Very helpful to have the exampls. I did soething similar for a single mother who did not work and one who earned £45k or £55k and had £14k tax./NI, £14k rent or mortgage (SE) and £10k pa per child - her twin sister. The worker was no better (except longer term when no childcare needed to be paid for and in terms of "career investment").

That change to UC so that whether parents work or not to get the working tax credit both parents will need to work 35 hours will make things a lot fairer particularly for those of us women who work full time including single mothers like I am.

KneeQuestion · 17/05/2015 07:55

I find it shocking that the jobcentre are making heavily pregnant/very ill people "jump through hoops" as some say. My last appointment i went to was for 3pm so i struggled to get there via public transport (thankfully no 2mile walk this time as made connecting bus) and got made to wait 40mins to be told ill phone you in a fortnight to see how you areangry why could she not of phoned me instead of me having to do a fair bit of trailing while in pain?

That is why from your 29th week of pregnancy, you are eligible for income support.

The job centre are only making you jump through hoops because you have chosen to not go over to income support, so the ESA related hoop jumping is still being applied to you.

ElizabethG81 · 17/05/2015 08:17

Thanks SoonToBeSix, I didn't know that.
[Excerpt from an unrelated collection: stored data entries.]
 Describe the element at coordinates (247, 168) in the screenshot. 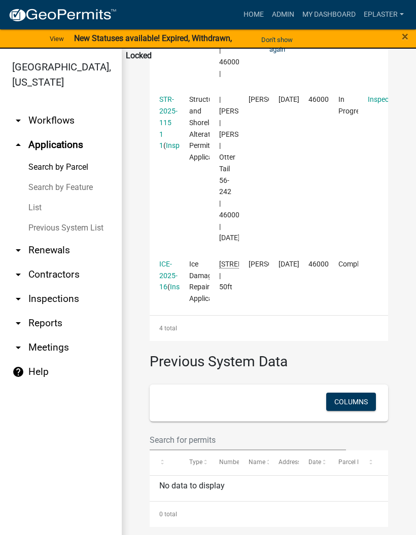

I see `span: | Alexis Newark | VERNON R MENAGH | Otter Tail 56-242 | 46000990240000 | 04/23/2026` at that location.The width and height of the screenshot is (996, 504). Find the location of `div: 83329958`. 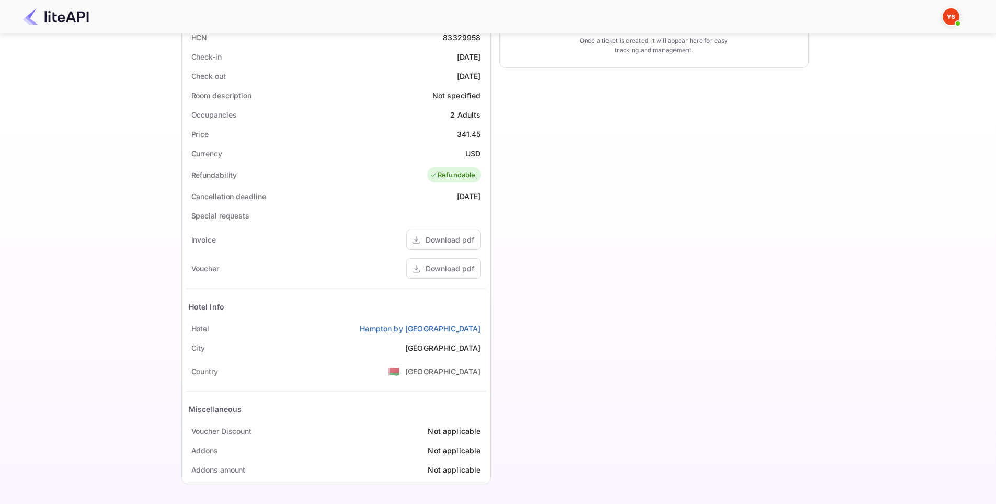

div: 83329958 is located at coordinates (462, 37).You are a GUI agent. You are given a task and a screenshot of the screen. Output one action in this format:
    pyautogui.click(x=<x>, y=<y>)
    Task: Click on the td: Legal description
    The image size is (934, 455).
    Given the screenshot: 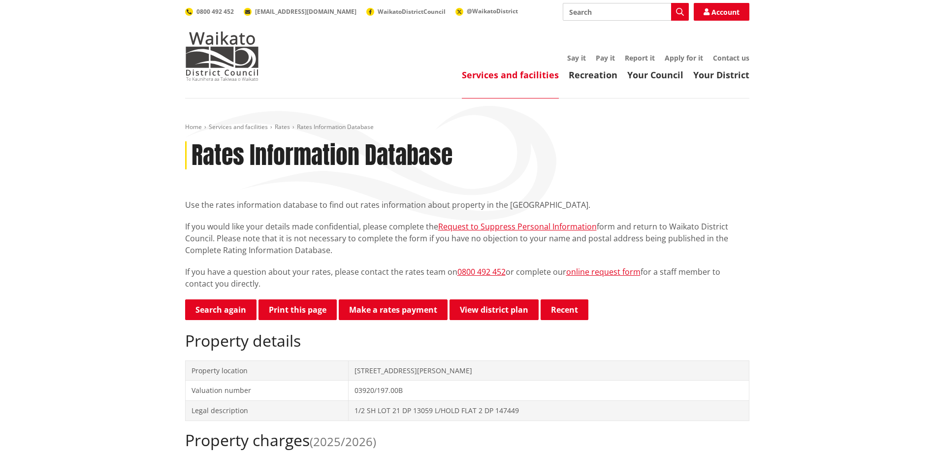 What is the action you would take?
    pyautogui.click(x=266, y=410)
    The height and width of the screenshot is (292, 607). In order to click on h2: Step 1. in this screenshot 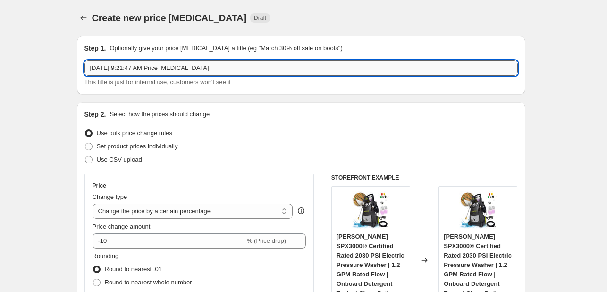, I will do `click(95, 48)`.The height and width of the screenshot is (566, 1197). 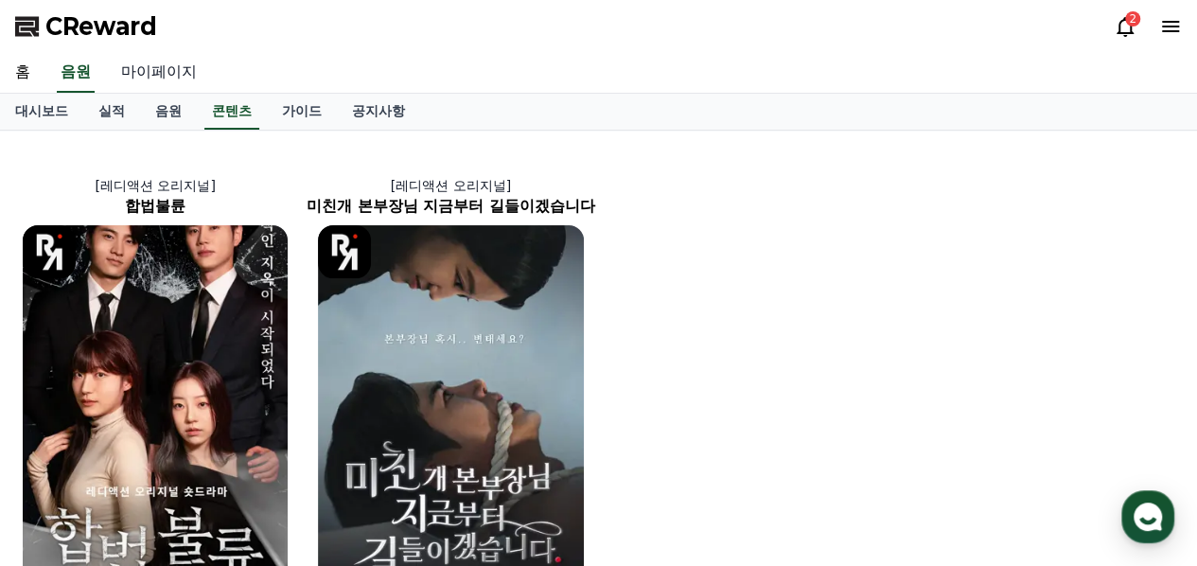 I want to click on h2: 합법불륜, so click(x=155, y=206).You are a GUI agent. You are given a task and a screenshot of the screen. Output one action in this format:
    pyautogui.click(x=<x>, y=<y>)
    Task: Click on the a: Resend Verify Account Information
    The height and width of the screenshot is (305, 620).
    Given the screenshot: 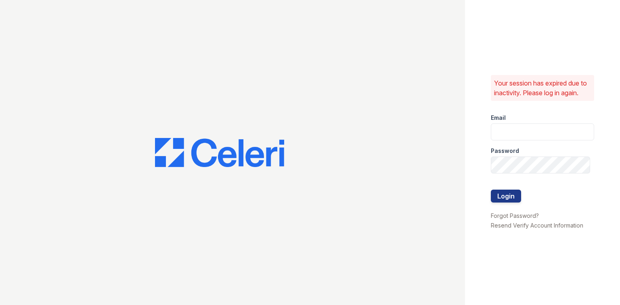 What is the action you would take?
    pyautogui.click(x=536, y=225)
     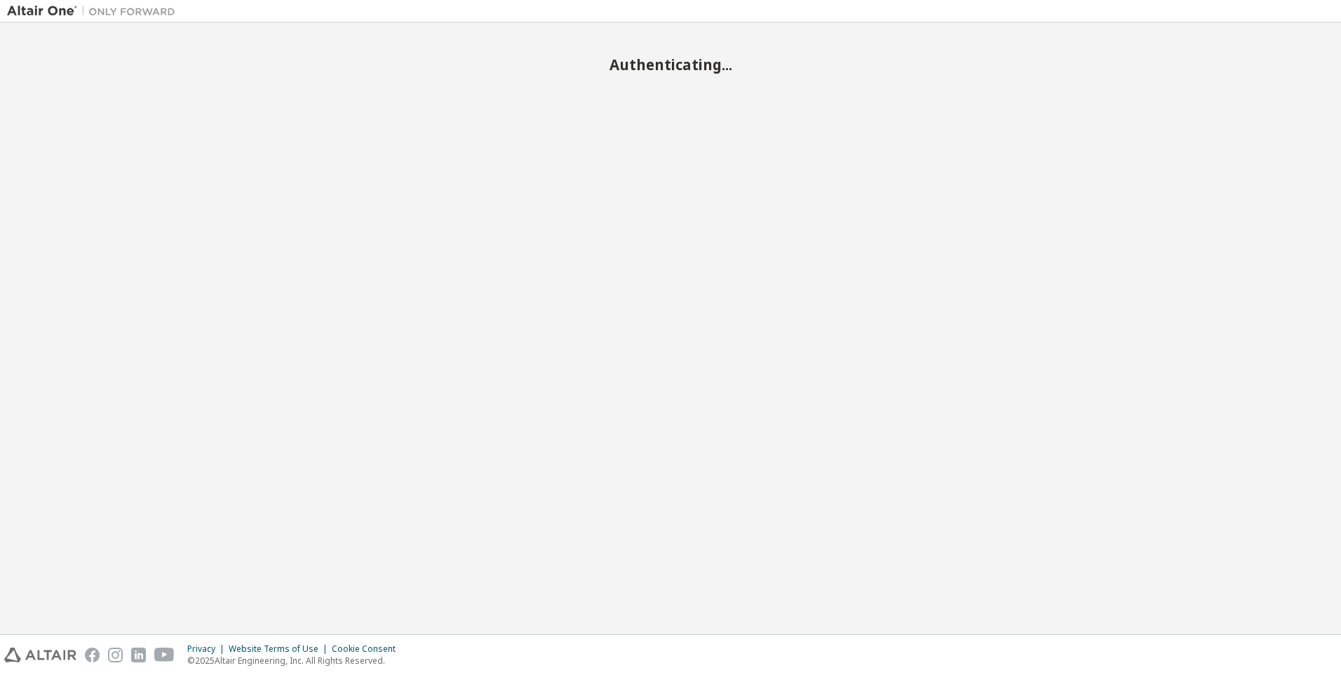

They have been very vague about what the requirements will be under UC. It's almost as if they haven't got a clue what they're doing Grin

LotusLight · 17/05/2015 08:17

And I commuted to London regularly to work full time until I went into Labour. Workers do work in pregnancy. I don't see why pregnancy unemployed single mothers should be subject to greater feather bedding.

ElizabethG81 · 17/05/2015 09:00

People have different pregnancies. If you're working you can start maternity leave from 29 weeks, and if you aren't working you can claim income support from 29 weeks, there's no special treatment.

Hillingdon · 17/05/2015 09:51

I hope I am misunderstanding this. Are we saying that people have found themselves in a situation whereby (single or otherwise) where they are able to choose to do less hours and get topped up by tax credits.

LotusLight · 17/05/2015 09:53

Hillingdon I think that is the current system. Universal credit is trying to address that.

Someone who earns £13k a year on part time hours might find they end up with the same money as someone on £25k a year full time because of tax credits and housing benefit.

SouthWestmom · 17/05/2015 09:59

That's exactly the situation at the moment. I know two people offered permanent extra hours who won't take them as they would lose tax credits and would have to be at work more. I genuinely think that's wrong.

Hillingdon · 17/05/2015 10:02

Omg. No wonder in certain instances people are claiming it's not worth working. I really do hope this is changed. Thank god the Tories got in. Labour seems to be going from bad to worse, will there be anyone left to go for the leadership?

GlitterTwinkleToes · 17/05/2015 10:10

Those figures are wrong.

You are not entitled to housing benefit if your working and receiving tax credits as part as a couple. You have no help in that aspect. Which is righty so imo.

child benefit is not £1789pa at all - £20.50 a week at 52 weeks = £1066pa.